Thursday, February 6, 2025

Stop Asking for Permission. Start Acting.

 

Photo by KAL VISUALS on Unsplash

Michael Lim once wrote, “Asking for permission is fear disguised as a question.”

October 30, 2024, dawned cold. I woke up at my habitually early hour and sent the following message to my partners at the company I helped found as the minority owner.

A text is not the way to deliver this news but I want to give you both some time to process before we’re together.

I’m tendering my resignation with my last day of employment set at January 31, 2025. You’ll have my resignation letter by Monday at the latest.

I’d been sitting on this text for weeks before I sent it. Of course, a text isn’t the right way to resign from a company you helped found, but I’m not good with confrontation, and I worried how my business partner of fifteen years would take it if I dropped that bombshell on him in person. I knew he was going to need time to process without me in the room, so I settled on the text.

Truth is, I’ve wanted to start a software development company since before I met my current business partners. An awarded software project and a few circumstances at the day job precipitated the text after months of trying to juggle essentially two full-time jobs.

There were times when I felt stuck in my job, doing so much work relative to my compensation. I begged for help for more than fifteen months before we finally hired someone to help me do my job. Now, there are ten people doing the jobs I was doing alone less than two years ago.

I can’t call what happened between June and October 2024 a leap. It was more like a crawl toward doing what I’ve wanted to do for a decade and a half. If I’m honest with myself, I was waiting for someone to give me permission. Fear kept me stuck, waiting for a green light that was never going to come on its own.
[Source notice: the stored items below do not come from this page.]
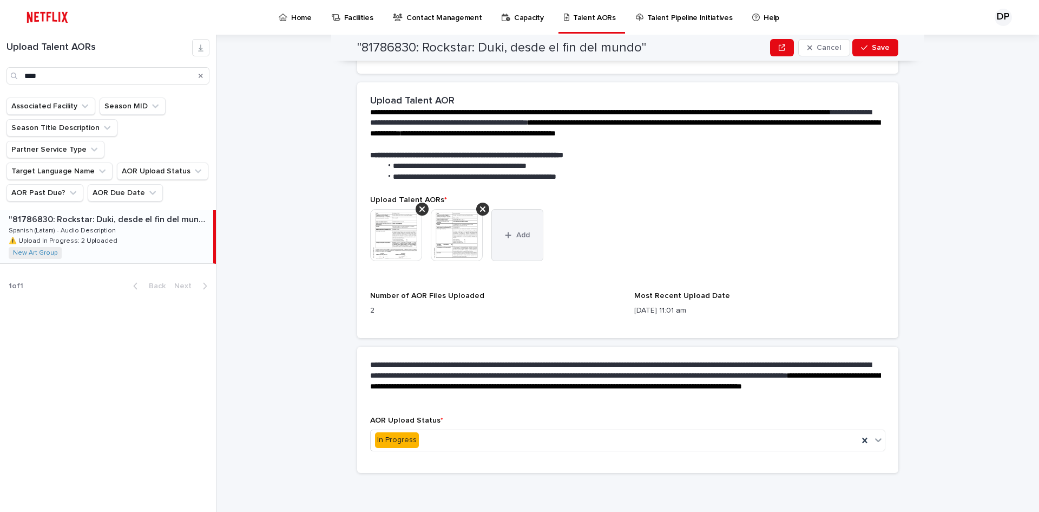  I want to click on button: AOR Due Date, so click(125, 193).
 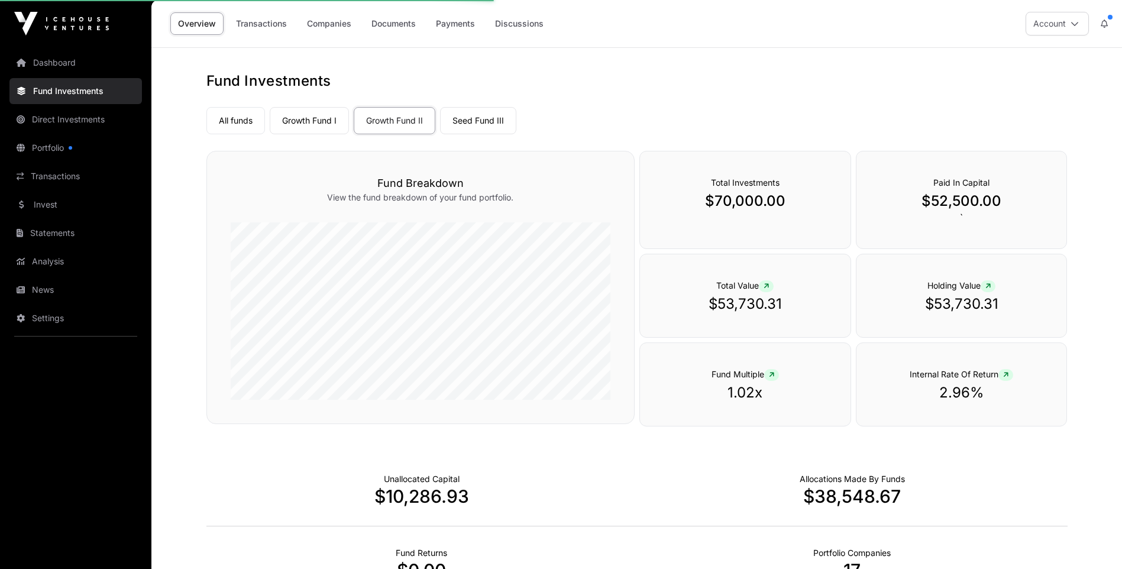 I want to click on p: View the fund breakdown of your fund portfolio., so click(x=421, y=198).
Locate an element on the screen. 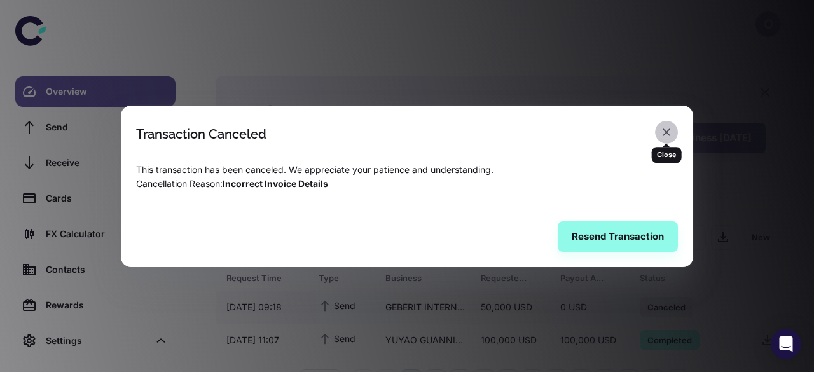 The height and width of the screenshot is (372, 814). span: Incorrect Invoice Details is located at coordinates (275, 183).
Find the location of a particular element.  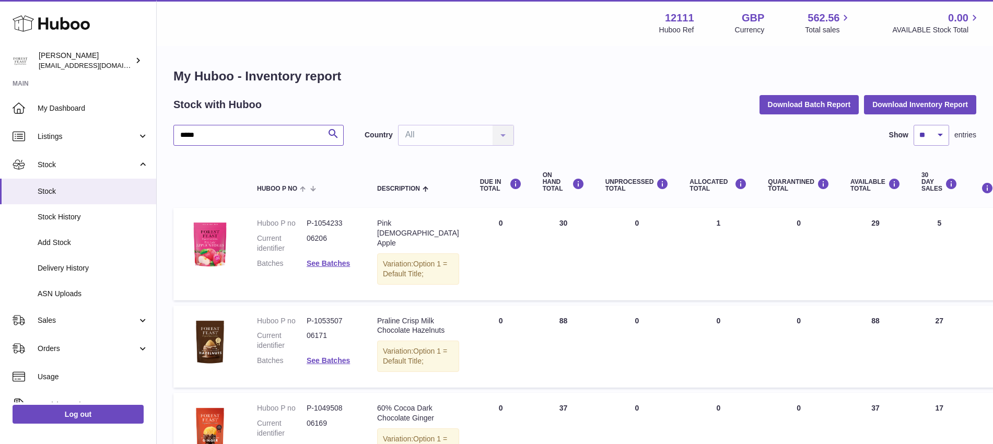

span: Invoicing and Payments is located at coordinates (87, 405).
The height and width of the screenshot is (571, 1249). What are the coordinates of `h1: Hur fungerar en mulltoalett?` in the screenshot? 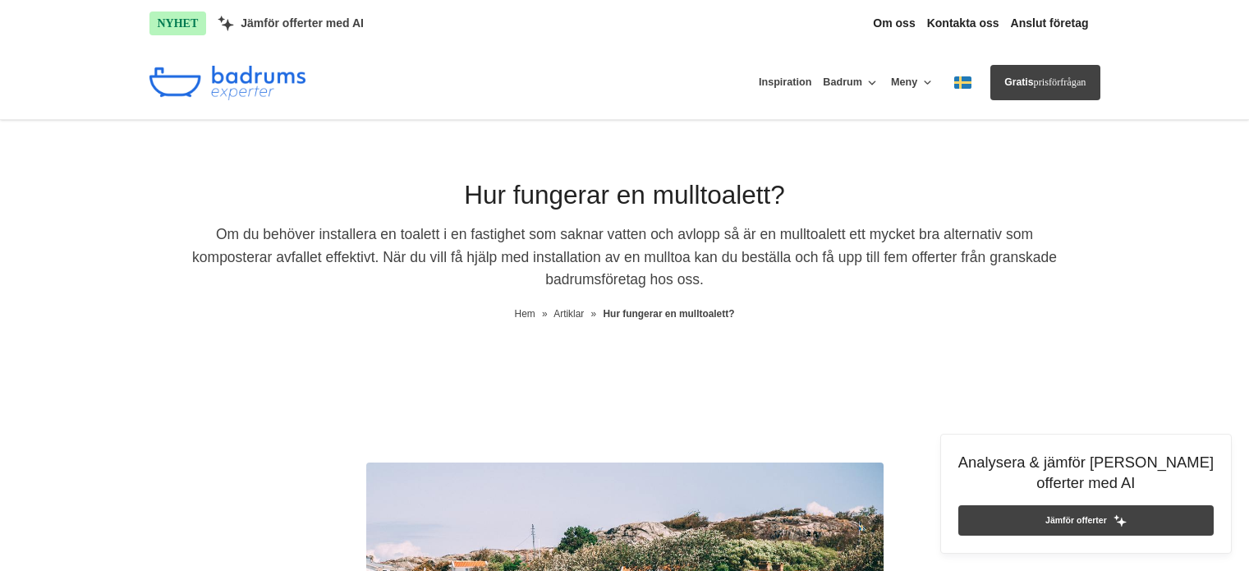 It's located at (625, 200).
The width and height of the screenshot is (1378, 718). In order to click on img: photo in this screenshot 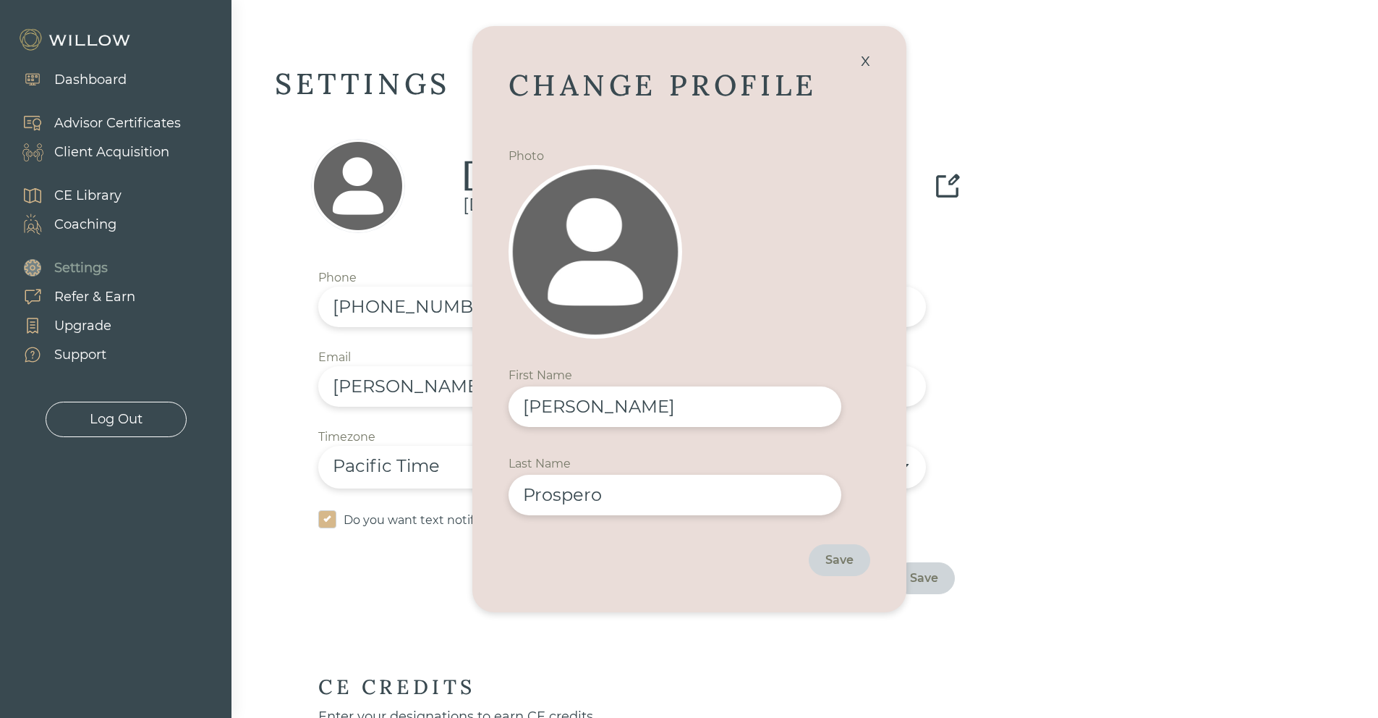, I will do `click(595, 252)`.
I spent weeks drafting that simple text message, hesitating over and over to send it. But, waiting for the perfect way to leave would have meant not leaving.

The Drive to Do Something Else

The something else doesn’t have to be about work. Perhaps it’s about getting back in shape or fixing a troubled relationship. For me, I spent a long time telling myself I was building toward something, that eventually the time would be right. Financial security is important, and with five children — one getting married soon — that security has been more important than ever. Really, though, that’s just an excuse. I wasn’t somehow going to be more ready. I was waiting for someone to tell me that it was okay to go.

No one ever would.

So it was that I sat with that text, typing and deleting, drafting and redrafting. It was a single message, but in a way, it was my permission. The minute I sent it, I wasn’t waiting anymore.

I was acting.

The Reality of Taking Action

With age comes acceptance of the reality that rarely will anyone tell you when it’s time to take action. You just have to decide for yourself.

The minute I sent that text, I felt a rush of relief accompanied by something I didn’t expect. It was a weird mix of liberation and uncertainty. I was at peace with my decision, but had I just made the best decision of my career or my worst? Maybe both.

I went to the office that morning after giving the message some time to sink in. There was plenty of awkwardness in the office that day. Later, however, I had the chance to visit with my partners. I got to explain my motivations.

We’ve worked together a long time and have, for the most part, gotten along pretty well. So, it was hard for both of them to hear that news but they were both supportive of my decision. We’ve done things to smooth the transition even more and they’ve continued to be happy for me.

The morning following that conversation, I woke up at the same early hour, but something was different. I wasn’t beholden to the same obligations, but not because the work had changed at all. It’s because I knew my partners and I were already starting to make plans for my transition away. No new requests were piling up that I knew I would never get the resources to accomplish.

I’m approaching 50 years old, but I still won’t pretend that acting without permission is easy for me. It’s uncomfortable. It’s uncertain. It’s a bit like standing on the edge of a cliff about to jump into deep water with no idea how cold it is. But, you know you have to jump. Hesitating only prolongs the inevitable.

As I said, no one was ever going to give me permission to leave. No one was ever going to tell me, “Now is the time.” That moment only arrived when I chose to create it myself.

Question is: are you waiting for a green light that will never come? If you are, maybe it’s time to stop asking and start acting.